I don’t need to try so hard to get the things I need.  I cooperate with God when I sense His guidance, but mostly I just have to wait because He’s doing all the working. Jacob schemed and grasped his whole life for the things that God was going to give Him anyways. I’ve had this core belief that I need to take care of myself because no one else will.  It made me selfish and self-centered, but as God proves faithful in showing me that He will take care of me, I find that I don’t need to be so worried about myself. Spiritual warfare is still real and the battle rages on, but to the degree lies are exposed and I turn to God, they can’t do anything to me.Though there is still pain in this life, the ache of incompleteness keeps me tethered to the heart of God, and I know that the best is yet to come.

 

God doesn’t need me to accomplish anything in particular. The people I know who are closest to God always say they have no real sense of accomplishment.  It was God who did it. It was in His mercy that He let them go along for the ride. God doesn’t need me to do anything for Him. It’s not even about me doing things for Him. It’s that He does things through me. God will use me and I won’t even know it.  Most times, all it takes is for me to show up. I have always wished that I had more to give.  These days I can have rest that He only asks that I give what I have, and then watch in awe and wonder at the way He multiplies.

 

God never forces anything on me the way I or someone else might.  Anything He wants of me, He grows from within, and He’s patient with the process.

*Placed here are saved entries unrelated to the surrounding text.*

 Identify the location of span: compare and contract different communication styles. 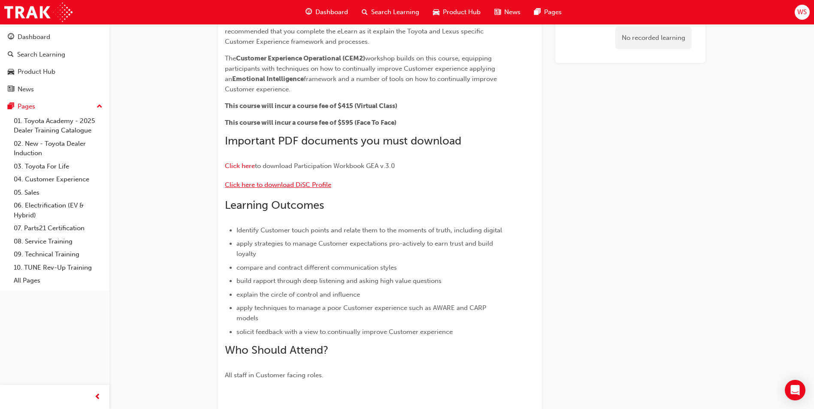
(317, 268).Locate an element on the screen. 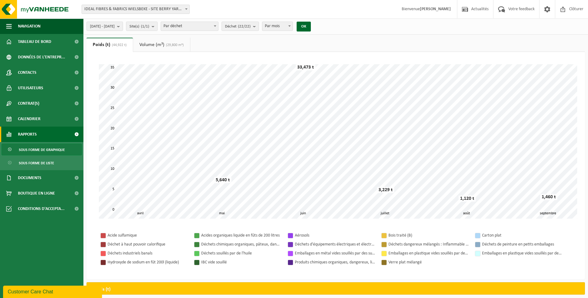 The width and height of the screenshot is (588, 298). span: Boutique en ligne is located at coordinates (36, 193).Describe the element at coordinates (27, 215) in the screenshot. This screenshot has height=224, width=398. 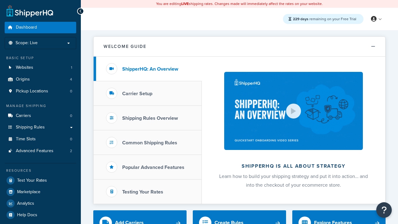
I see `span: Help Docs` at that location.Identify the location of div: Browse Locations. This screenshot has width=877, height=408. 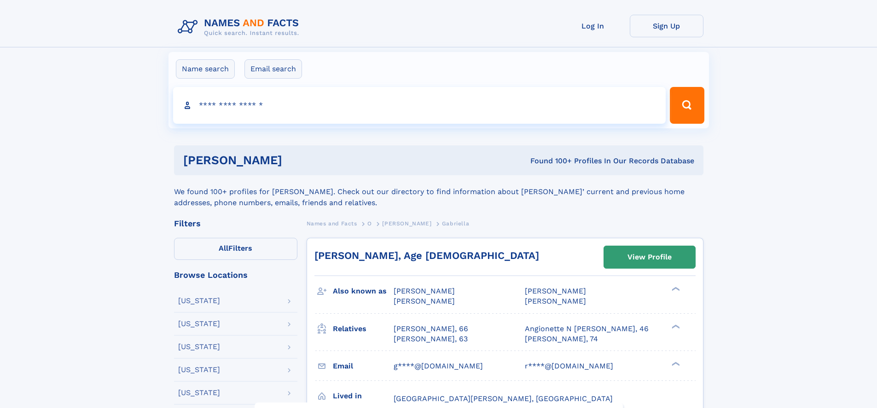
(236, 275).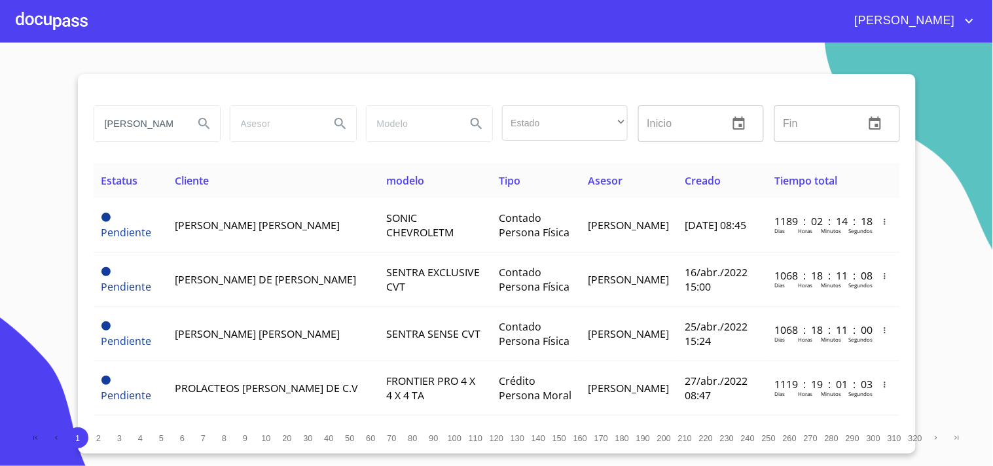 Image resolution: width=993 pixels, height=466 pixels. I want to click on button: 50, so click(350, 438).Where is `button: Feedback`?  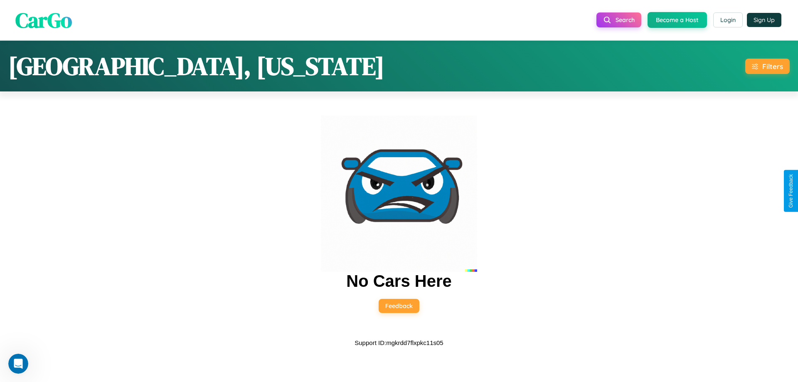
button: Feedback is located at coordinates (399, 306).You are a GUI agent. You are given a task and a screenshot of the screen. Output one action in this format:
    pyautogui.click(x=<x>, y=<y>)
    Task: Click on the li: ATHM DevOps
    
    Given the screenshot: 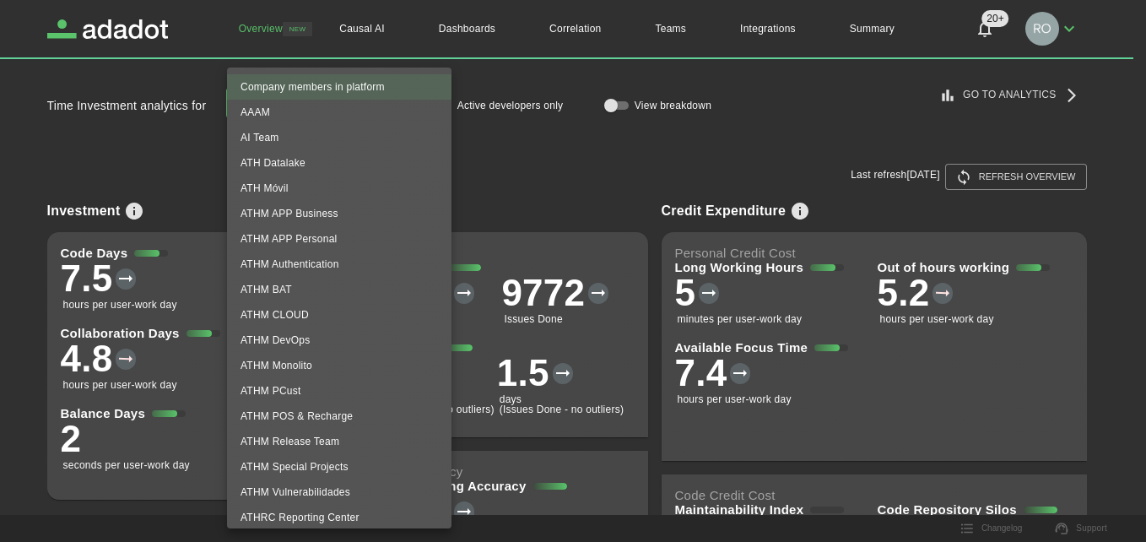 What is the action you would take?
    pyautogui.click(x=339, y=340)
    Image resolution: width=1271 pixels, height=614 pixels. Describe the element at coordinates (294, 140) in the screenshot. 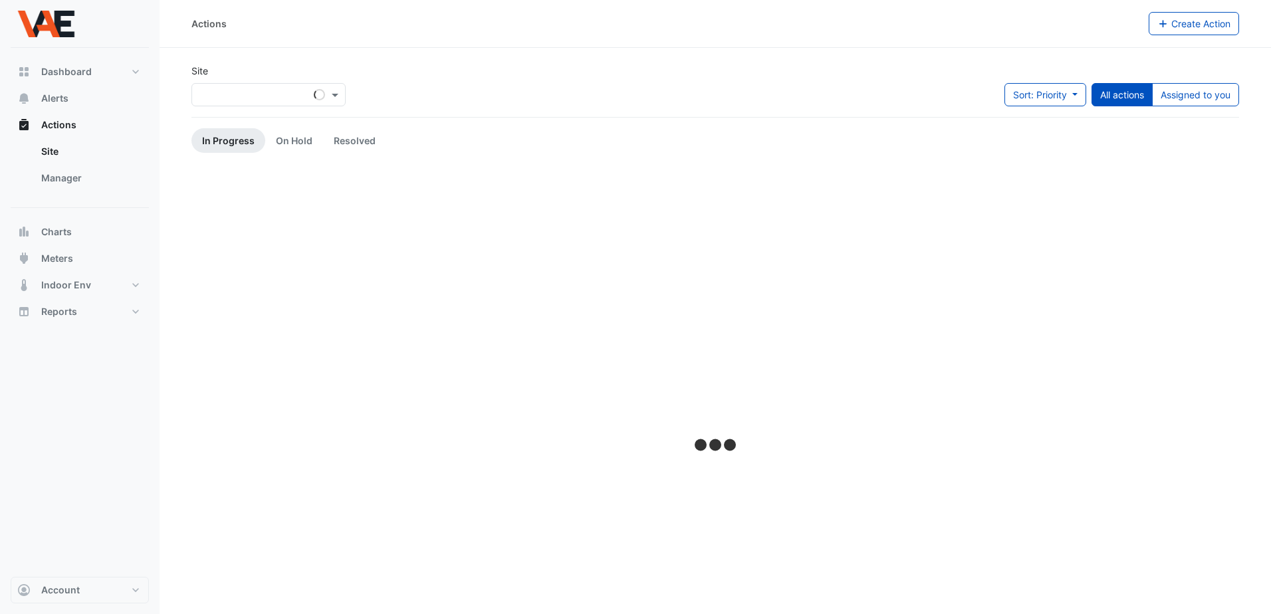

I see `a: On Hold` at that location.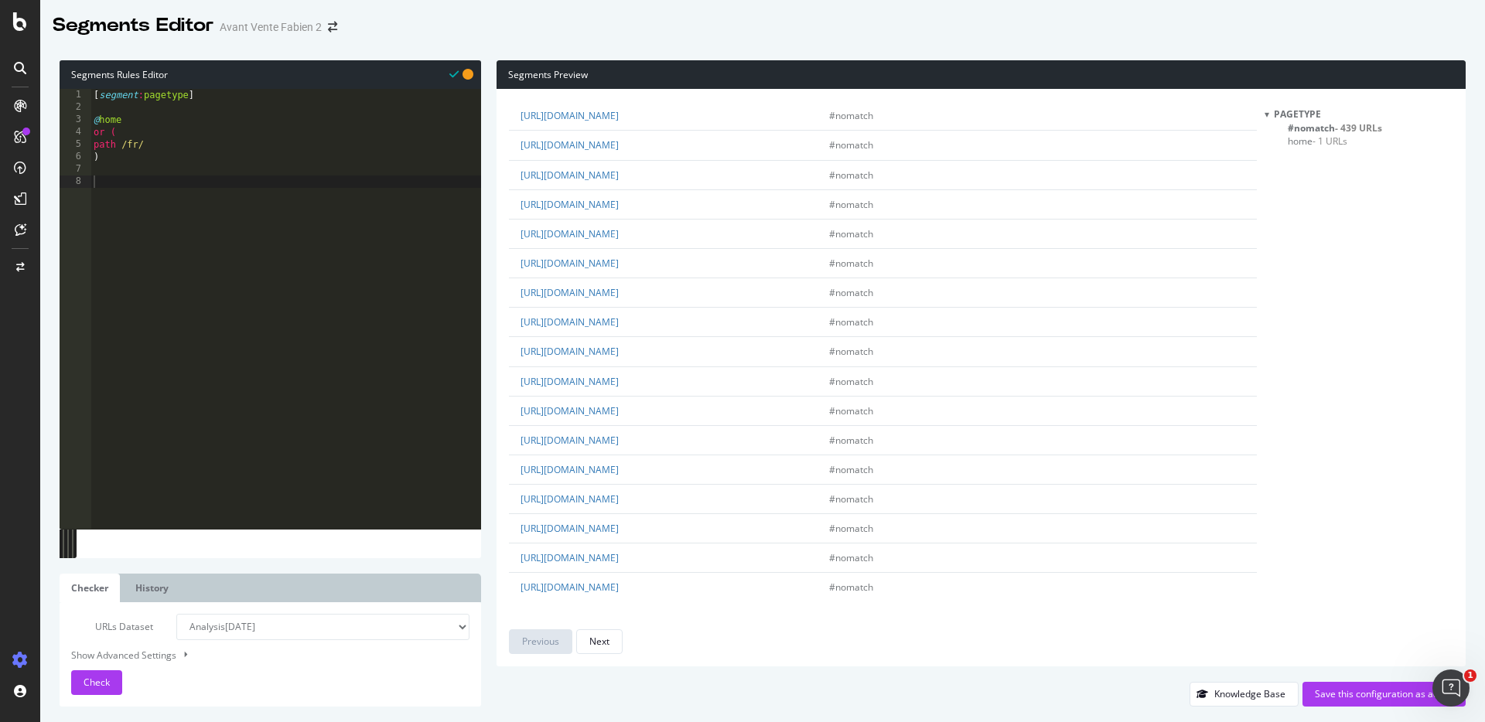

His yoke is lighter than the one I would try to carry. He says to me, “Walk with me and work with me. Watch how I do it. Learn the unforced rhythms of grace. (The Message)” I have learned that if I try to be or do something noble that has nothing to do with who I am, I may look good to others and to myself for a while. But the fact that I am exceeding my limits will eventually have consequences. It is an ignorant, sometimes arrogant, attempt to override one’s nature, and it will always fail.  It is also a way in which we do violence to ourselves in the name of vision that however lofty is forced on the self instead of growing it from within (Parker Palmer paraphrased). Life no longer feels like a job that I have to work hard at. It’s become the gift God intended it to be.  Most of all God has become someone I enjoy getting to know, and being known by. 

 

I learned that God actually wants me to be myself. In fact I glorify Him when I’m most fully myself. That should be the easiest thing in the world. It’s only difficult because there are so many things to unlearn, ideals to lay down and people who seem to want me to be someone else. He’s given me permission to like what I like, and dislike what I dislike.  As I listen to my life, and pay attention to what’s going on inside, as I read my responses to my experiences and understand my nature, I live with greater gladness and authenticity. Before that I had simply found a “noble” way to live a life that was not my own, a life spent imitating heroes instead of listening to my heart. But He calls me to be the person I was born to be, not Moses, or Mary or Mother Theresa, but me. I feel I am finally allowing who I am, here and now to be enough.

 

He never wanted anything but for me to find life in Him.  And He seems the most pleased when I get it, how much He loves me, likes me, is thrilled to be with me, and when I am at ease with Him.  Life in the Kingdom has turned out to be a lot easier than I thought.  It’s so much more restful to rest in the comfort that I am “the beloved of God.”

Tina Chiang (May, 2011)

One response to “My Story”

  1. Whoa Tina this is great! Thanks for sharing your this part of your life with us, it’s so freeing! I love seeing the Fathers love story play out in front of me through you Tina!